Mailing List lml@lancaironline.net Message #43787
From: Jim Scales <joscales98@hotmail.com>
Sender: <marv@lancaironline.net>
Subject: Re: [LML] Re: ES Strut issues
Date: Sun, 26 Aug 2007 18:00:10 -0400
To: <lml@lancaironline.net>
How does the stick behave when the shake occurs?
 
Jim
----- Original Message -----
Sent: Sunday, August 26, 2007 1:03 PM
Subject: [LML] Re: ES Strut issues

Jim,
   My shimmy symptoms sound identical to yours - same onset speed, same results from releasing and smoothly re-applying brakes.  To me, my butt says the shaking is coming from the nose, but I know from my first experience when I had a witness that the origin may be from one or both of the mains, which seems to translate forward. 
   Like Mike Easley, I'll hold aft stick as I roll out to keep as much weight as possible off the mains during rollout.  I also retract the flaps as soon as I'm on the ground to put more weight on the mains.  I think that also takes a bit of weight off the nose. I haven't really taken notice of the effect of a more aft CG on the shaking, but I'll pay more attention to that in the future.
   If I have a short runway (like the 2000' one we use for our Young Eagles events), I land on-speed and do heavier braking as soon as I'm on the ground, which gives me a lot of deceleration before the shimmy onset.  That results in a much shorter landing rollout.
   I don't have a taxi speed that I avoid, though I can get a shaking if I try to brake lightly at low taxi speeds.  I don't get any shimmy at all when taxiing with the brakes off. 

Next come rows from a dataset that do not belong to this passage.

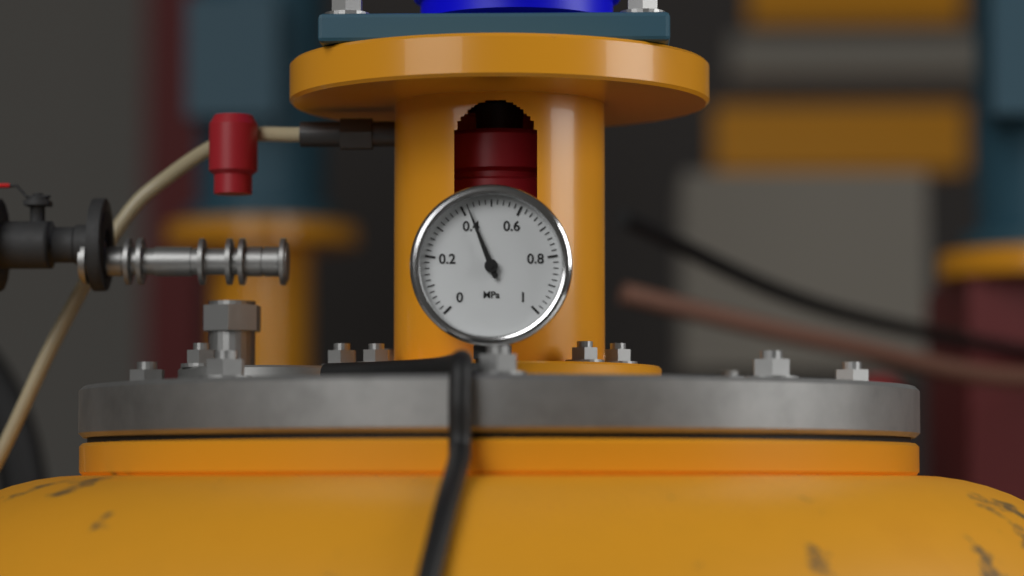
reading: 0.42 MPa
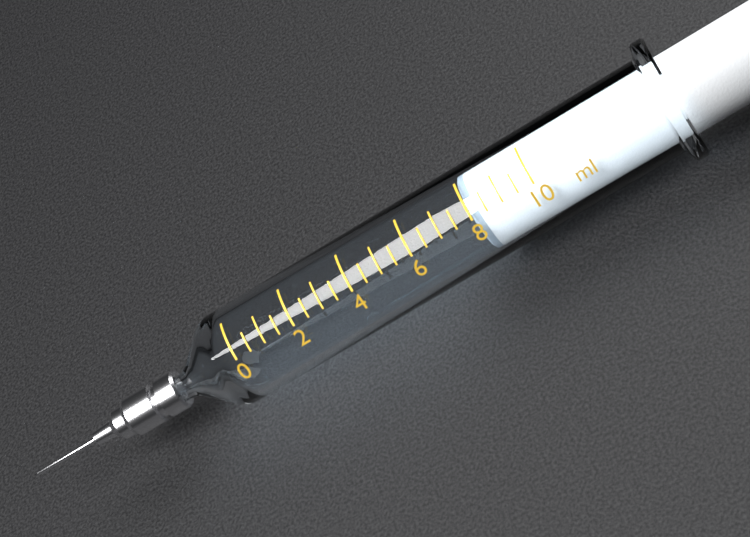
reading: 8.0 ml
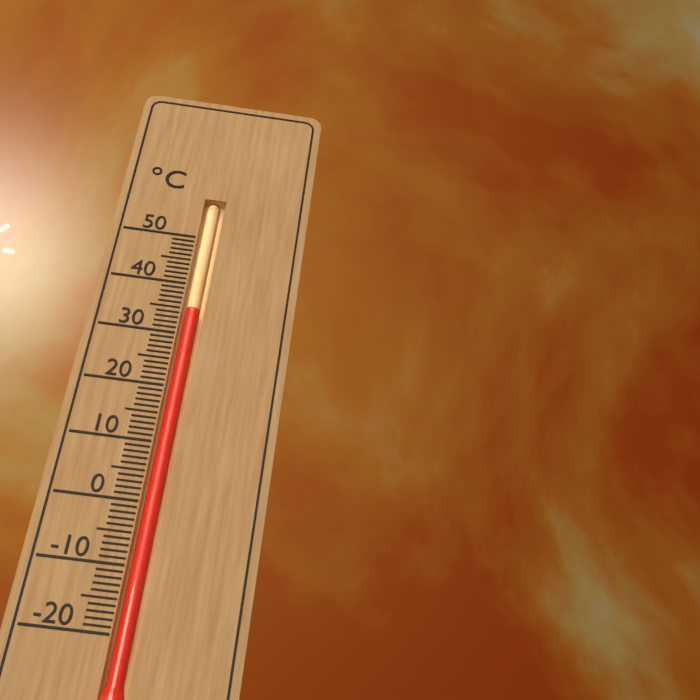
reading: 35 °C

   The surprising thing to me is what a well known issue this is and the lack of a solution for it.  You'd think that between some of the engineering types who are flying ES's and the factory guys, someone would have put their finger on exactly what causes this and come up with a fix.  I think Lancair has chosen to bury their heads in the sand on this other than to equip the new kits with a beefier nose strut.  But there are a lot of old struts flying out there and at least three of them that I know of have had catastrophic failure, two resulting in collapsed nose gears, broken mounts and $50K+ in damage.  In the other case, it was a miracle that the strut didn't fold, as the post flight tear down of the strut revealed a total failure of one of the damping O rings.
   Maybe your video tests will point us in the right direction.  I sure hope so!